The United States "ought to be real careful about determining what other people eat," he continues. "Some people don't eat meat. I'm for them. When we begin to make a judgment on food we get on very thin ice."

He adds, "This is a very emotional issue."

It certainly is for Anne Russek. A horse breeder in western Virginia, she is among the non-celebrity horse lovers who give a lot of time and money to keep horses from being slaughtered. Russek makes several trips a year to Washington to do volunteer work for the Society for Animal Protective Legislation.

She says she was brought in several years ago to help Derek get her feet wet on the issue. The two women met with congressional aides. Russek says that having Derek on the team has been "instrumental to moving the bill."

And Russek says that while she has been able to lobby her own congressman, "Bo Derek can get to anybody's congressman."

On a recent sunny afternoon, Russek is sitting at a table at the Pink Cadillac Diner that she and her husband Steve own just off Interstate 81 in Natural Bridge. It's a high-spirited joint with a sure-enough pink Cadillac out front and a greasy-spoon menu featuring bacon cheeseburgers and an $8.95 sauteed calf liver dinner.

Horses, Russek says, "are being slaughtered like cows. They're not cows. They are flight animals. They are smarter than cows." White hair, hazel eyes, features fashioned by the outdoors, Russek, 52, says she has adored horses since whenever. She and her husband live nearby on a 30-acre farm. They own 10 horses and a half-dozen dogs, most rescued from shelters.

She adds to Bo Derek's argument by raving against: a pharmaceutical company that makes a drug for menopausal women from an enzyme in the urine of mares; the too-small trailers used to carry horses to their deaths; "kill buyers" who go to auction houses and bid on animals to slaughter; and her congressman, Rep. Bob Goodlatte (R-Va.), who is chairman of the House Agriculture Committee and opposed the horse slaughter prevention bill.

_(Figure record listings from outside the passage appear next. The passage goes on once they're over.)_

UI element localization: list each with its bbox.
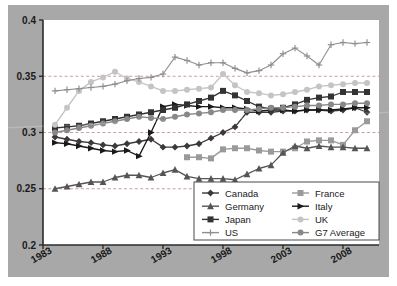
data-point-marker — [208, 95, 214, 101]
data-point-marker — [364, 80, 370, 86]
data-point-marker — [124, 116, 130, 122]
legend-label: UK — [315, 214, 329, 225]
data-point-marker — [184, 87, 190, 93]
data-point-marker — [52, 122, 58, 128]
data-point-marker — [220, 88, 226, 94]
data-point-marker — [256, 106, 262, 112]
data-point-marker — [220, 107, 226, 113]
data-point-marker — [196, 86, 202, 92]
data-point-marker — [316, 95, 322, 101]
data-point-marker — [184, 112, 190, 118]
data-point-marker — [268, 149, 274, 155]
data-point-marker — [220, 146, 226, 152]
data-point-marker — [298, 190, 304, 196]
data-point-marker — [76, 125, 82, 131]
data-point-marker — [244, 145, 250, 151]
data-point-marker — [256, 148, 262, 154]
data-point-marker — [148, 83, 154, 89]
data-point-marker — [292, 104, 298, 110]
data-point-marker — [208, 109, 214, 115]
data-point-marker — [112, 69, 118, 75]
data-point-marker — [232, 92, 238, 98]
data-point-marker — [148, 109, 154, 115]
legend-label: US — [225, 227, 238, 238]
data-point-marker — [268, 92, 274, 98]
data-point-marker — [280, 105, 286, 111]
data-point-marker — [184, 154, 190, 160]
data-point-marker — [244, 98, 250, 104]
data-point-marker — [268, 105, 274, 111]
x-axis-tick-label: 1993 — [149, 244, 174, 265]
data-point-marker — [352, 80, 358, 86]
data-point-marker — [328, 137, 334, 143]
data-point-marker — [88, 123, 94, 129]
data-point-marker — [352, 89, 358, 95]
x-axis-tick-label: 2003 — [269, 244, 294, 265]
data-point-marker — [184, 101, 190, 107]
data-point-marker — [232, 82, 238, 88]
data-point-marker — [100, 121, 106, 127]
data-point-marker — [298, 216, 304, 222]
data-point-marker — [340, 81, 346, 87]
data-point-marker — [172, 88, 178, 94]
data-point-marker — [64, 105, 70, 111]
data-point-marker — [220, 71, 226, 77]
data-point-marker — [232, 107, 238, 113]
data-point-marker — [352, 100, 358, 106]
data-point-marker — [304, 103, 310, 109]
y-axis-tick-label: 0.4 — [22, 15, 36, 26]
legend-label: Germany — [225, 201, 264, 212]
data-point-marker — [52, 130, 58, 136]
data-point-marker — [172, 105, 178, 111]
data-point-marker — [304, 87, 310, 93]
data-point-marker — [292, 89, 298, 95]
data-point-marker — [304, 97, 310, 103]
chart-screenshot: 0.20.250.30.350.419831988199319982003200… — [0, 0, 397, 286]
data-point-marker — [256, 90, 262, 96]
data-point-marker — [316, 83, 322, 89]
data-point-marker — [232, 145, 238, 151]
y-axis-tick-label: 0.35 — [17, 71, 37, 82]
data-point-marker — [364, 89, 370, 95]
data-point-marker — [328, 82, 334, 88]
data-point-marker — [328, 101, 334, 107]
legend-label: France — [315, 188, 345, 199]
legend-label: Italy — [315, 201, 333, 212]
data-point-marker — [208, 216, 214, 222]
data-point-marker — [244, 89, 250, 95]
data-point-marker — [208, 155, 214, 161]
data-point-marker — [196, 110, 202, 116]
data-point-marker — [304, 139, 310, 145]
data-point-marker — [298, 230, 304, 236]
data-point-marker — [340, 101, 346, 107]
data-point-marker — [280, 91, 286, 97]
data-point-marker — [88, 79, 94, 85]
x-axis-tick-label: 2008 — [329, 244, 354, 265]
data-point-marker — [160, 88, 166, 94]
data-point-marker — [244, 107, 250, 113]
data-point-marker — [160, 116, 166, 122]
y-axis-tick-label: 0.25 — [17, 183, 37, 194]
data-point-marker — [172, 114, 178, 120]
data-point-marker — [364, 118, 370, 124]
data-point-marker — [352, 127, 358, 133]
data-point-marker — [364, 100, 370, 106]
data-point-marker — [316, 103, 322, 109]
plot-container: 0.20.250.30.350.419831988199319982003200… — [0, 0, 397, 286]
line-chart: 0.20.250.30.350.419831988199319982003200… — [0, 0, 397, 286]
data-point-marker — [196, 98, 202, 104]
data-point-marker — [208, 85, 214, 91]
legend-label: Canada — [225, 188, 259, 199]
chart-legend: CanadaFranceGermanyItalyJapanUKUSG7 Aver… — [194, 182, 379, 240]
data-point-marker — [160, 107, 166, 113]
data-point-marker — [340, 89, 346, 95]
x-axis-tick-label: 1988 — [89, 244, 114, 265]
data-point-marker — [136, 114, 142, 120]
x-axis-tick-label: 1998 — [209, 244, 234, 265]
y-axis-tick-label: 0.2 — [22, 240, 36, 251]
data-point-marker — [112, 118, 118, 124]
y-axis-tick-label: 0.3 — [22, 127, 36, 138]
data-point-marker — [328, 94, 334, 100]
data-point-marker — [148, 115, 154, 121]
data-point-marker — [100, 74, 106, 80]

Goodlatte's office confirms that he voted against the bill.

As for the cultural-differences aspect of the debate, says Russek, "I would prefer that Europeans not eat horsemeat, because I am a horsewoman."

The United States, she says, "does not have to provide the horsemeat for that culture."

The history of horsemeat goes back a ways. In his book "Strange Foods: Bush Meat, Bats, and Butterflies -- An Epicurean Adventure Around the World," Jerry Hopkins writes that prehistoric humans hunted and ate horses. Ancient folks may have first raised horses to be roasted rather than ridden. Old Testament law ordained that eating horse flesh was taboo. In the 5th century BC, Herodotus wrote of boiling horses to mix with oxen.

Today the Japanese eat horsemeat sashimi. In the Netherlands, horsemeat is considered a breakfast treat. Horsemeat is sold in some French butcher shops and is on the menu in some of the pricier restaurants.

Alain Sailhac, a master chef at the French Culinary Institute in New York, has a special fondness for horsemeat. He remembers during World War II that there was no beef in his southern French town of Millau, so his mother bought a few ounces of horsemeat and cooked it for his sister, who was anemic. "It smelled so good," he says. "It was very lean. Full of protein. No fat."

It tastes, he says, "a little bit like deer."

Back on Capitol Hill, Bo Derek is taking a lunch break. She says she once ordered horsemeat by accident in France and ate it, thinking it was a hamburger.

She and the lobbyists are going over their notes and deconstructing their morning meetings. Her nightmare is that the issue will get jostled aside by others and won't be taken up before the end of the year. Then, next year, she -- and Anne Russek and Willie Nelson and other horse lovers -- will have to make more trips to Washington to educate a whole new batch of lawmakers.